The Efficacy of Hiring Credits in Distressed Areas

4 minute read

Published:

Versión en español

Hiring tax credits are a commonly used tool at the state level and as part of federal programs to address both short-run downturns and longer-run economic distress. Evidence has found mixed results, with null or positive employment effects depending on the characteristics of the program introduced. The empirical evaluation of these policies is difficult as their enactment is typically endogenous to expected economic prospects or local economic distress.

In a research paper with Michael Suher, we examine a series of tax credit programs enacted in North Carolina, whose structure enables causal estimates of policy impacts. The programs assign credit size based on an economic distress rank. They include thresholds at which credit size jumps discontinuously, allowing for regression discontinuity (RD) estimates.

North Carolina’s Hiring Tax Credit Programs

We focus on the William S. Lee program, which began in 1996 to 2006 in North Carolina. This program gave fiscal incentives to help the economy of the more distressed counties. The 100 counties were ranked according to a formula that estimated their level of distress. The Lee program specified county rankings based on unemployment rates, income per capita, and population growth. Each county received a score for each of these three rankings. Afterward, the score was summed and ordered to create the 1 to 100 distress rank for the coming year. With this rank, counties were assigned to three different tiers. Credits of 12,500 were available to the ten most distressed counties designated as tier 1. This sum was paid out over four years if the beneficiary maintained the size of its payroll.

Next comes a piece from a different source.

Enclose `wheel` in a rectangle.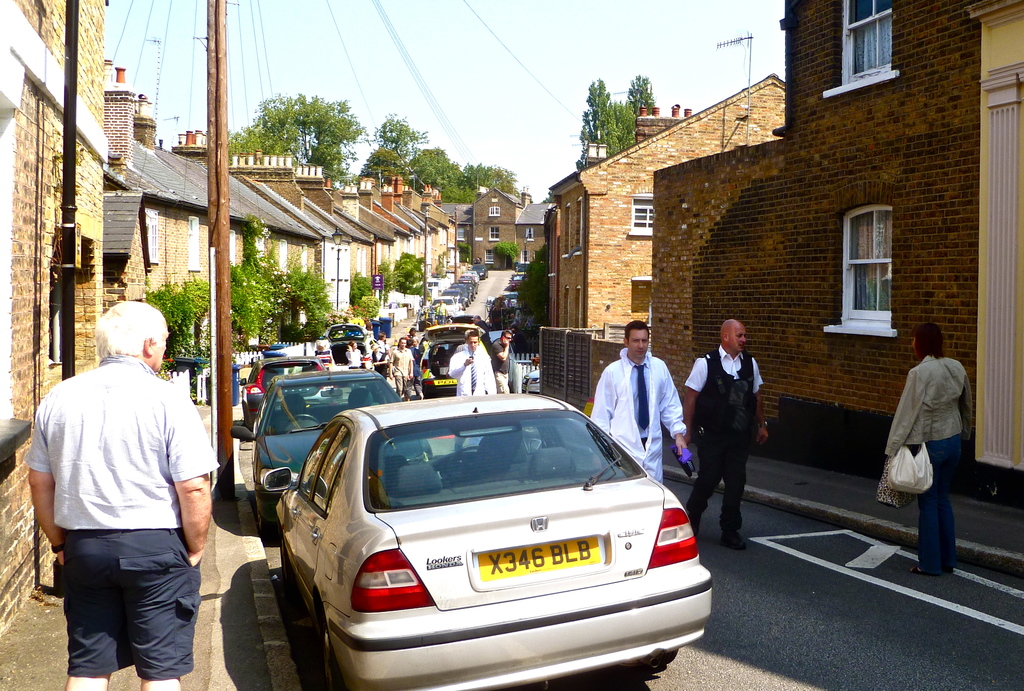
left=628, top=649, right=673, bottom=679.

The next 40 counties were assigned to tier 2 and could benefit from credits between 3,000 and 4,000 per new hire. In comparison, the last 50 counties in the least distressed tier 3 could receive between 500 and 1,000. Only firms in specific sectors, such as manufactures, were eligible. The county rank changed each year, so deductions vary over time.

Empirical Strategy

The estimation of the policy’s impact takes advantage of the fact that the relationship between the economic distress classification and the counties’ economic performance before the start of the program is weak. The amounts of the deductions vary discontinuously when crossing thresholds in the classification. Figure 1 shows the relationship between the tier assignment in 1996 and the change in the unemployment rate from 1993 to 1996. First, there is no discontinuity in the past evolution of county unemployment across the allocation thresholds. Thus, when comparing counties on both sides of the thresholds, similar counties are observed that differ in the amount of tax deduction. Second, the correlation between unemployment evolution before 1996 and the classification of economic difficulty is weak, which allows estimates to be made even using counties far from the thresholds.

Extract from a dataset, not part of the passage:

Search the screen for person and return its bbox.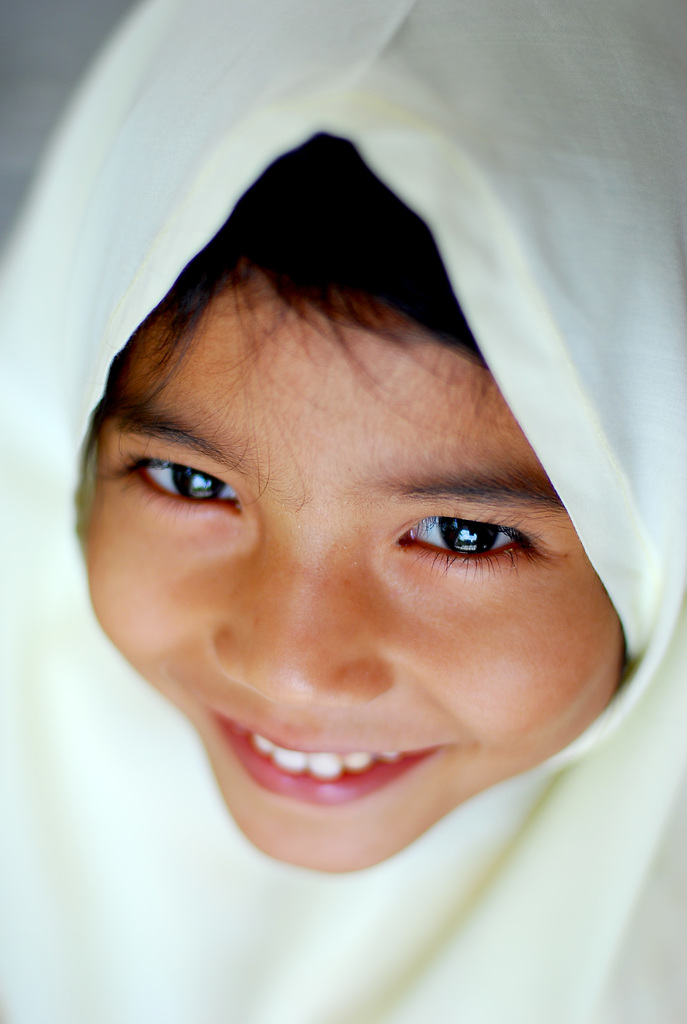
Found: 0 0 686 1023.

To estimate the program’s effect, we compare the evolution of employment and unemployment between counties of levels 1 and 2. Exploiting the discontinuity in the allocation of deductions and considering that the counties can change levels each year, we estimate dynamic discontinuous regression models that control for each county’s deduction history. The data used comes from the Bureau of Labor Statistics, the Census Bureau, and the North Carolina Department of Commerce.

Results

Figure 2 shows changes in the unemployment rate and employment/population ratio for counties three years after assignment to a tier. Each point is a combination of county and year of assignment. Since the tier assignation is repeated annually, each county is observed each year. The observations are ordered by classification of economic difficulty. Those to the left of the vertical segmented line correspond to tier 1 and the highest deduction. We observe that the relationship between the classification and the changes in unemployment/employment is approximately linear. It has a discontinuity when crossing the threshold. We estimate that three years after being classified at tier 1, counties have a 0.5 pp lower unemployment rate than they would have had without the program. They also have a one pp higher employment/population ratio. The estimates are similar if we only consider the counties closest to the threshold.

When carrying out difference-in-difference estimates, as is traditional in this literature, we do not find significant employment effects. We attribute these null effects to a bias caused by endogeneity in program allocation: employment in tier 2 counties tends to grow faster even without the program. The RD estimates control for this bias, and they offer a different view of program effects.

We estimate that each new job costs about 7,400 dollars in tax deductions. This cost compares favorably with that of other employment generation policies. Thus, the results suggest that hiring tax deductions are effective in increasing employment in economically depressed areas.